Your One & Only(39)
“We thought it best someone else deliver the news.”
“You’re going to kill me.”
At first, the coldness in the man’s eyes told Jack he was right, but then Carson tore off another piece of bread and shook his head.
Speaking around his mouthful, he said, “That’s what most of us wanted. It’s simple, and would follow the protocol of a failed experiment. But Samuel-299 wouldn’t agree. Certainly it would be much easier at times if one person had clear authority. But that’s not how things are done in Vispera. We communed on the matter, and it became clear that Samuel-299 feels you should live more strongly than others feel you shouldn’t. We reached a compromise.”
“And?”
Jack strained to listen to what Carson was saying, but the water bottle was sweating, and a drop slid down, pooling in the crook of Carson’s finger. Unconsciously Jack moved to rub his parched lips with the back of his arm, briefly forgetting about the shackles. He sucked in a breath when the chains sliced into his raw skin. Carson’s eyebrows twitched a fraction.
“We’ll make use of you in the fields.”
“That’s dumb. You have the machines for that.”
“Indeed. I may have said something similar. But it keeps you away from town, and away from the Gen-310s.”
Jack snorted. Their logic was absurd. “How’d Sam talk you into that plan?”
“We don’t allow anything to exist with no purpose. As of now, you’re about as useful as a plow horse. We’d hoped for more.” Carson took a long drink, downing half the water. He shrugged. “Although I’ve been against using your genetic code from the beginning. You introduce disease to the community.”
Jack tried to absorb what Carson was saying, but his mind felt fragile with thirst, hunger, and fatigue. It was like hearing someone through a long tunnel.
“Disease? You mean asthma?”
“One of a million diseases that died with the humans. And Samuel thinks you’re worth the risk of bringing it back. I can just imagine where that would lead. Not to mention your emotional instability. I’ve known for a while it was you sabotaging our fields and tanks. Now I have proof.”
“No, you don’t,” Jack said. “I didn’t do those things.”
Carson laughed quietly.

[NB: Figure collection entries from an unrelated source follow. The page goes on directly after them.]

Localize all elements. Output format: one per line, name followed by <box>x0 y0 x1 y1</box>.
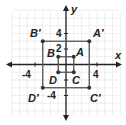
label-c: C <box>72 74 81 86</box>
label-d-prime: D′ <box>28 92 40 104</box>
tick-label-y-2: 2 <box>56 43 62 54</box>
point-d-prime <box>41 86 45 90</box>
tick-label-y-neg4: -4 <box>47 90 56 101</box>
label-b-prime: B′ <box>30 27 42 39</box>
label-a-prime: A′ <box>92 27 105 39</box>
label-b: B <box>47 47 55 59</box>
x-axis-right-arrow-icon <box>116 62 122 68</box>
tick-label-y-4: 4 <box>56 28 62 39</box>
label-d: D <box>49 74 57 86</box>
point-a-prime <box>87 39 91 43</box>
label-a: A <box>75 46 84 58</box>
y-axis-label: y <box>70 3 78 15</box>
tick-label-x-4: 4 <box>93 69 99 80</box>
y-axis-down-arrow-icon <box>63 115 69 121</box>
x-axis-label: x <box>114 49 122 61</box>
y-axis-up-arrow-icon <box>63 5 69 11</box>
point-b <box>56 55 60 59</box>
coordinate-plane: y x -4 4 4 2 -4 A′ B′ D′ C′ A B D C <box>0 0 126 125</box>
label-c-prime: C′ <box>90 92 102 104</box>
point-c-prime <box>87 86 91 90</box>
tick-label-x-neg4: -4 <box>22 69 31 80</box>
diagram-svg: y x -4 4 4 2 -4 A′ B′ D′ C′ A B D C <box>0 0 126 125</box>
point-b-prime <box>41 39 45 43</box>
x-axis-left-arrow-icon <box>6 62 12 68</box>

He reached into his shirt pocket and pulled out a clear, flat slide as wide as his thick fingers. It glittered slightly in the morning sun, a bright sliver of technology in a barn all but reclaimed by dirt and brush. “See this? It’s you, Jack. Your cells, your genetic sequence, whatever you want to call it.” Carson inspected Jack through the transparent square. “Everything you are is contained in this flimsy piece of glass. We have a fair amount of it—human genetic material. Unpredictable stuff. Our embryos almost always fail, and then every human we do manage has something wrong with it.”
When Jack reacted to Carson’s words, the man smirked, and Jack realized he’d just been told something he wasn’t supposed to know.
“Jack,” he said, condescension thickening his voice, “did you honestly think you were the first? The only human we’ve brought back from extinction?” He gave a bland chuckle. “There’ve been a number over the years. See, the Council thinks we need a tenth clone to balance out the community, a fifth male for the five females. It was looking good for you until you started breathing like a fish flopping on a hook. Now you’re just another failed audition, useful for a few gene markers we might find convenient, but otherwise a waste.” Carson leaned toward the cage, elbows on his knees, as if he were passing on a confidence to a friend. “The humans have always been a disaster, you know. Endless war, poverty, genocide, inequality, pollution—to say nothing of an obsession with sex and reproduction. Your kind would have killed the planet if they’d lived. That’s the human legacy, all just historical memories now. And your grab bag of genetics, too. Curved spines, seizures, limps, terrible eyesight, flat feet, runaway cancers, chemical, psychological, or emotional instability. It’s a wonder your species existed as long as it did.”
“Maybe the problem wasn’t your test subjects. Maybe the problem was you.”
Carson paused and looked at Jack as if he really were a specimen under glass. “There’s a reason humans are gone.” He leaned forward and peered into the cage. “Honestly, not a single one of you has been any good.” He shook his head. “You certainly are some animal.”
Jack knew what Carson was seeing. He was filthy, naked, chained to the wall, and staring desperately at the pathetic few inches of water left in Carson’s bottle. He supposed he didn’t make such a great representative of humanity right then.
Carson stood and slid the glass square into his pocket. He wiped his greasy hands on his shirt and scrutinized the barn with distaste. He lifted the parcel from the ground and threw it into the cell where it landed near Jack, just out of reach. Then he drank again from the water, leaving a small bit splashing at the bottom.
“Here,” he said, tossing that too between the bars of the cell. It rolled to Jack’s feet, spilling what little was left inside. “Samuel-299 wanted you to have this.”
Carson turned his back and strolled past the empty cells toward the entrance. Jack watched the spilled water seep into the floor of the barn, leaving a damp outline in the dirt.